Prinny: Can I Really Be the Hero?
Jan. 8th, 2013 10:15 pmSomeone ate Demon Lord Etna's dessert, and it's up to the prinnies to collect the ingredients for an Ultra Dessert from the demon lords--in ten hours or less--or she'll make them wish they'd just exploded. It's a goofy 2D platformer side-story to Disgaea, with the same sensibilities and many recurring characters.
This game gives you 1,000 lives (each representing a new prinny with the magic scarf that keeps them from exploding when they land or are jostled), and you need them, but only because they control scheme is kinda lousy. The prinnies have semi-committed jumping (if you start jumping straight up, you can't shift to the side mid-jump), a needlessly complex stomp attack (press down and X together; X alone is the double-jump), and a problematically long stun animation (which means when you're hit mid-jump, you're almost certainly into the nearest pit). If prinnies could move like Mario, I doubt I'd die on the first few stages.
Among the gimmicks is the fact that there are only six stages, but you can do them in any order, and the difficulty levels of each stage change as you do them later (as time passes in the story) which affects the layout and the enemy distribution. New enemies are added, platforms rearranged, or enemies are replaced with their stronger palette-swaps (the corn monsters are replaced with invulnerable metal corn, for instance). So in theory you could play the full game through over and over and have a different experience each time. Or you could play it as I did, by restarting repeatedly and playing stages until you couldn’t get through them anymore.
The bosses are fun in theory, though in practice the fact you need to stun them with the butt-stomp (which is needlessly hard to do) can make them annoying. They’re usually the same when you do stages at different times, but some of them change up or get more difficult.
There are also plenty of secrets and unlockables, if that’s your cup of tea—even an entire alternate storyline, not that the story is incredibly detailed in either case.
Overall: It’s an old school sort of platformer, with the problematic controls and large number of deaths you might fondly (?) remember from the NES days, beefed up with modern graphics and Nippon Ichi’s sense of humor. I tired of it quickly, but if that description appeals to you, you might not.

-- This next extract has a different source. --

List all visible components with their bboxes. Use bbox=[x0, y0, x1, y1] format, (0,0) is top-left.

This game gives you 1,000 lives (each representing a new prinny with the magic scarf that keeps them from exploding when they land or are jostled), and you need them, but only because they control scheme is kinda lousy. The prinnies have semi-committed jumping (if you start jumping straight up, you can't shift to the side mid-jump), a needlessly complex stomp attack (press down and X together; X alone is the double-jump), and a problematically long stun animation (which means when you're hit mid-jump, you're almost certainly into the nearest pit). If prinnies could move like Mario, I doubt I'd die on the first few stages.

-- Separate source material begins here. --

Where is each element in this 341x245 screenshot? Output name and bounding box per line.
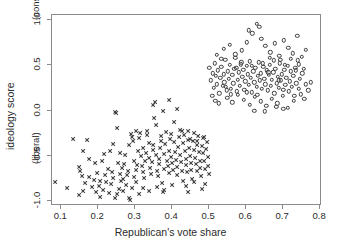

Among the gimmicks is the fact that there are only six stages, but you can do them in any order, and the difficulty levels of each stage change as you do them later (as time passes in the story) which affects the layout and the enemy distribution. New enemies are added, platforms rearranged, or enemies are replaced with their stronger palette-swaps (the corn monsters are replaced with invulnerable metal corn, for instance). So in theory you could play the full game through over and over and have a different experience each time. Or you could play it as I did, by restarting repeatedly and playing stages until you couldn’t get through them anymore.
The bosses are fun in theory, though in practice the fact you need to stun them with the butt-stomp (which is needlessly hard to do) can make them annoying. They’re usually the same when you do stages at different times, but some of them change up or get more difficult.

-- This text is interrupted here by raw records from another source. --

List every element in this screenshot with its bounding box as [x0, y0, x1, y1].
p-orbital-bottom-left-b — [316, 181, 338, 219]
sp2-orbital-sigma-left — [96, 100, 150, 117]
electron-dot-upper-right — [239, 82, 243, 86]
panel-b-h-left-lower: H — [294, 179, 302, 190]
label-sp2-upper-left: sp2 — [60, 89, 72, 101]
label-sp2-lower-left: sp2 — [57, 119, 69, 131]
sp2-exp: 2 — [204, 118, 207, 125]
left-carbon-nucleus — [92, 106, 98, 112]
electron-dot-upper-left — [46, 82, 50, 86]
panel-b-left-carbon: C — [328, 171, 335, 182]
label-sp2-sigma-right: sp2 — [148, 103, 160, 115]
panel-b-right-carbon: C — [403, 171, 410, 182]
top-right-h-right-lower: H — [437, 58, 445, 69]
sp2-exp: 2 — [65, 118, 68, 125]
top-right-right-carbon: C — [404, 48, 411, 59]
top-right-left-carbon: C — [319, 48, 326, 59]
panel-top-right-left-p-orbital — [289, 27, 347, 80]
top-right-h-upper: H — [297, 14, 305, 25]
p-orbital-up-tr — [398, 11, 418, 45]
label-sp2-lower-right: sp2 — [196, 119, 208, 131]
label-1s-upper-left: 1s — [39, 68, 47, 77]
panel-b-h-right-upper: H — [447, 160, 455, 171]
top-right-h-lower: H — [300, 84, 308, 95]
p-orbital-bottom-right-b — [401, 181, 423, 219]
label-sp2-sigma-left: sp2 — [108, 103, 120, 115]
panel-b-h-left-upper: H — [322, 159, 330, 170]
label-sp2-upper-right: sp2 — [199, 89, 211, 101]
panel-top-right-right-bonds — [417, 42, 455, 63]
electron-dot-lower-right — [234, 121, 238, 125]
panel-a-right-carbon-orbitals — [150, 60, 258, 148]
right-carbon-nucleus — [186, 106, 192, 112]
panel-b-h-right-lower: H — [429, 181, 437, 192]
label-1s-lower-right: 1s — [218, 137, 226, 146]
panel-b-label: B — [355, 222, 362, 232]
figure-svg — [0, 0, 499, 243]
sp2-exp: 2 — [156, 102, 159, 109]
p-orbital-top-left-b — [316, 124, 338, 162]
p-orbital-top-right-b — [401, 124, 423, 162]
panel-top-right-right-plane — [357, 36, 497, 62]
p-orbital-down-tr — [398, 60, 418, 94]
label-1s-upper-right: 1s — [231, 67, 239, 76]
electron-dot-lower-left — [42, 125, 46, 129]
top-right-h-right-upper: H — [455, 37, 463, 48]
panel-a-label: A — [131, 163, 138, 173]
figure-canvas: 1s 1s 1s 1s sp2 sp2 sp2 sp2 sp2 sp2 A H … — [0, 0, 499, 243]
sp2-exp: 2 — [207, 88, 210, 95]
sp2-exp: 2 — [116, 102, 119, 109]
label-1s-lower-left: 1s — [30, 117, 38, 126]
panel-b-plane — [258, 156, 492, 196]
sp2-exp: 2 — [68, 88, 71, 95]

There are also plenty of secrets and unlockables, if that’s your cup of tea—even an entire alternate storyline, not that the story is incredibly detailed in either case.
Overall: It’s an old school sort of platformer, with the problematic controls and large number of deaths you might fondly (?) remember from the NES days, beefed up with modern graphics and Nippon Ichi’s sense of humor. I tired of it quickly, but if that description appeals to you, you might not.